We have a 30 ft Travel Trailer that is always stocked, and topped off with propane, and on the charger. We also have two generators.
We have a large chest type freezer, but it is empty, as we have rotated out of that type of storage, long ago.
I don't use any open flame inside the house without adequate ventilation.
Notice that although you can cook with a propane or natural gas stove, that you are strongly warned against just running the flame to heat a room. It'll flat kill you in a trailer.
People have been asphyxiated in tents using butane stoves.
WE have adequate freeze dried foods to carry us for a week without cooking, then caned and instant foods that require heating, and then into our raw dry pack foods that require a lot of processing. At that point we will either be in a new area, with the means to prepare these more complicated foods or the emergency is over.

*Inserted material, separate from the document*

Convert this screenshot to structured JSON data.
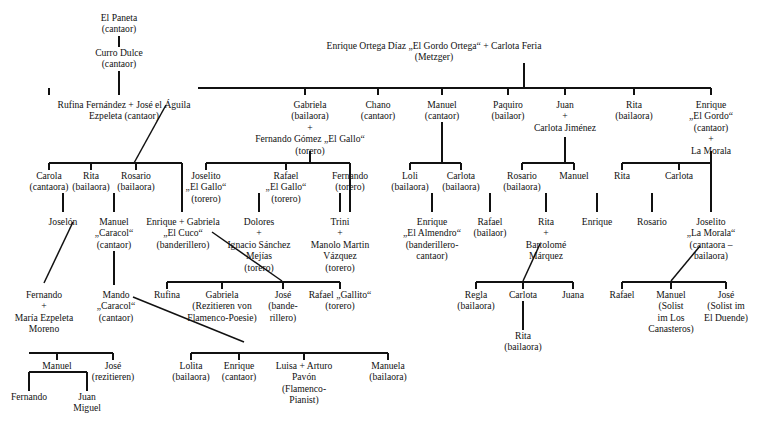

We lived on our food storage for almost a year when I went back to school with a wife and two kids, and one on the way. I thank God for a frugal well prepared wife, who knew how to do all this.
A regular vacuum sealer will seal mylar bags. You can reseal chip bags, and that is the same thing.
re-use the mylar bags and re-seal them until empty.
If you don't have access to 6 gal tins, (the green ones all the older Mormons have) just use the free plastic pails at your donut shop. I give them an opener that leaves the lid intact, and they give me all the buckets I need.
If you have to drive 100 miles to the Bishop's storehouse, you are in the same situation as I am. I obtain orders from the ward, and take my truck, and have everyone chip in on my fuel. However, that is just to obtain raw materials, the Ward can get the dry pack canner and the sealer and mylar bags on rotation from the Stake. That should be a minimum of fuss, and travel.
Check prices at the suppliers who ship, and see if it is less to order and ship to you, than to drive, even with people sharing fuel.
I brought a ton and a half of supplies on the last run, it cost 78 dollars for fuel, and I paid about 20 dollars for my share of the fuel. We divided it up according to how much weight each person had, rather than dividing it across the board.
I am shifting all my 5 gal buckets over to # 10 cans, in boxes, using the Stake's canner.
I am saving the 6 gal cans for some future possible use.
I use mouse bait, in the garage (I don't store any food out there, I just don't want them out there) and in the sheds, and the storage area. So far no problems.
We constantly use from our storage, and replace some each month.
Just bought some butter with a 10 year shelf life.